Four years have passed since a New Bern eye surgeon first challenged a state law that blocks him from providing procedures to save his patients’ time and money. Now the case sits with North Carolina’s highest court.

In the months ahead, state Supreme Court justices will decide whether the law — known as certificate of need — violates the state Constitution.

Oral arguments on April 17 offered no clear picture of the court’s pending decision. Even justices who appeared skeptical of the law’s merits signaled that state courts might not serve as CON critics’ proper venue. Skeptics might need to address the General Assembly instead.

State law requires health care providers to secure a certificate of need before building new facilities, adding hospital beds, or buying major medical equipment. The process of securing a CON takes time and money. Competitors can tie up CON decisions in lengthy court battles.

In Dr. Jay Singleton’s case, the CON law prevents him from performing most eye surgeries at his own Singleton Vision Center. Instead he must perform them at CarolinaEast, a nearby hospital with the region’s only CON for an operating room.

Singleton Vision Center front building facade
Image from singletonvisioncenter.com

Not only do Singleton and his patients have to schedule surgeries at times convenient for the hospital, the cost is higher. Singleton could perform cataract surgeries for $1,800 at his business. The facility fee alone at CarolinaEast reaches almost $6,000, according to his state Supreme Court appeal.

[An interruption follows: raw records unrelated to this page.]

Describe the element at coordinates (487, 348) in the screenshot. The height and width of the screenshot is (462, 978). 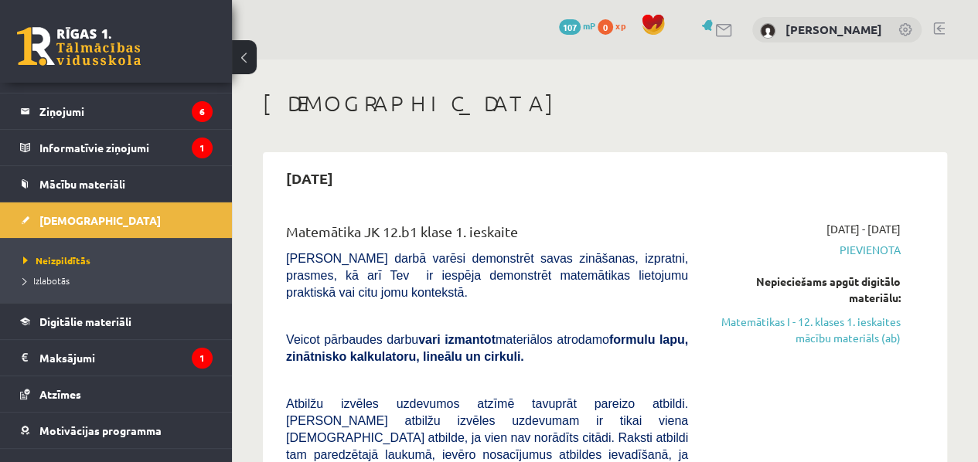
I see `b: formulu lapu, zinātnisko kalkulatoru, lineālu un cirkuli.` at that location.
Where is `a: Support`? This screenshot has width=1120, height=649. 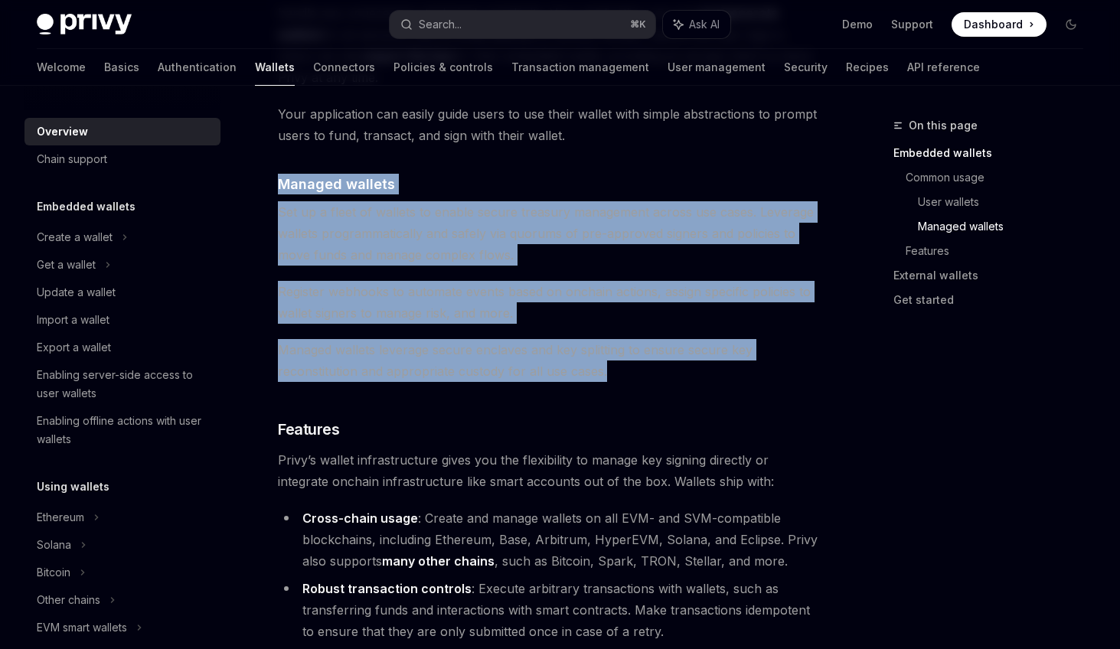
a: Support is located at coordinates (911, 24).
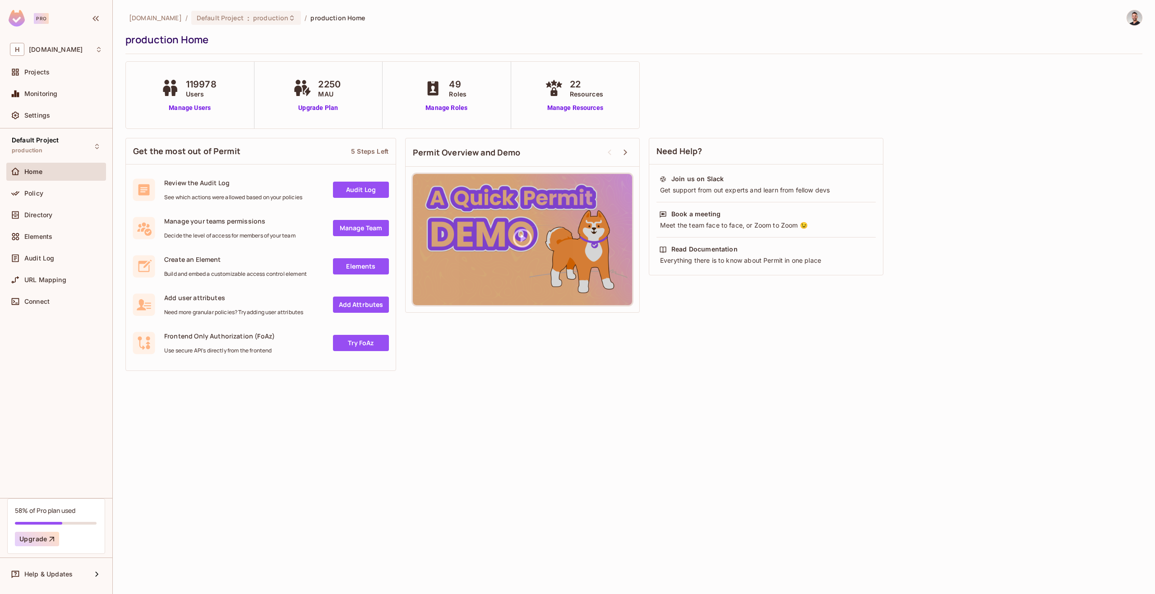  What do you see at coordinates (38, 237) in the screenshot?
I see `span: Elements` at bounding box center [38, 237].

CON restrictions on Singleton’s work violate three provisions of North Carolina’s constitution, according to his complaint. One bans monopolies. Another bans “exclusive emoluments,” a type of profit or advantage granted by the government to a single person or business. The third bans government from depriving people of their property “but by the law of the land.”

“Our constitution draws lines the legislature can’t cross,” argued Josh Windham of the Institute for Justice during the Supreme Court hearing. “No monopolies. No special privileges to provide private services. No laws that restrict liberty unless it’s reasonably necessary to protect the public. No exceptions.”

The CON law “crosses these lines,” Windham explained. “It grants a single private hospital, CarolinaEast, an exclusive right to have an operating room in his area. That’s a monopoly. And even if a CON one day became available, Dr. Singleton alleged that forcing him to get a CON is not reasonably necessary to protect the public.”

“It increases costs, reduces access to care, and harms the very patients it’s supposed to help, and that violates the law of the land,” Windham added.

On the other side of the argument, Nicholas Brod of the state Department of Justice defended CON. Brod reminded the state Supreme Court that legislators enjoy “broad deference on disputed matters of economic policy.”

Brod distinguished Singleton’s case from other disputes that have reached the state’s highest court.

“I just don’t think this law, which in this case is regulating the entry of someone who wants to perform surgery on people’s eyes, has anything to do with the kind of licensing laws that this court struck down regarding photographers or dry cleaners or tile layers,” Brod argued. “I just think we’re in a completely different constitutional universe. Health care is different.”

Justice Trey Allen summarized Brod’s plea for legislative deference. “Isn’t your point that if it’s debatable, we have to uphold the law, that this is an incredibly complex area of the law, and courts aren’t really equipped to determine what the impact would be on the availability of care if the law is struck down?”

Justice Richard Dietz jumped into the debate moments after Allen’s question. Dietz suggested Singleton might be able to rebut state arguments for CON restrictions.

“What if they came in with a bunch of evidence that showed in other states that rural hospitals — when they started having competition — were not impacted in any way?” Dietz asked. “And, in fact, it had the opposite effect. The increase in that health care meant people would start going to the hospital more, and they actually made more money.”

“At the same time, they came up with some evidence during discovery that powerful lobbying groups really profited from the system the way it exists now, and so they were able to prove that actually this law seems to be really about cronyism,” Dietz continued. “Doesn’t that fall directly into the heart of what … the framers wanted the monopolies clause to prohibit?”

Justices will wrestle with Singleton’s constitutional claims in the months ahead. His patients must wait to learn whether the court upholds a law that costs them time and money.

Mitch Kokai is senior political analyst for the John Locke Foundation.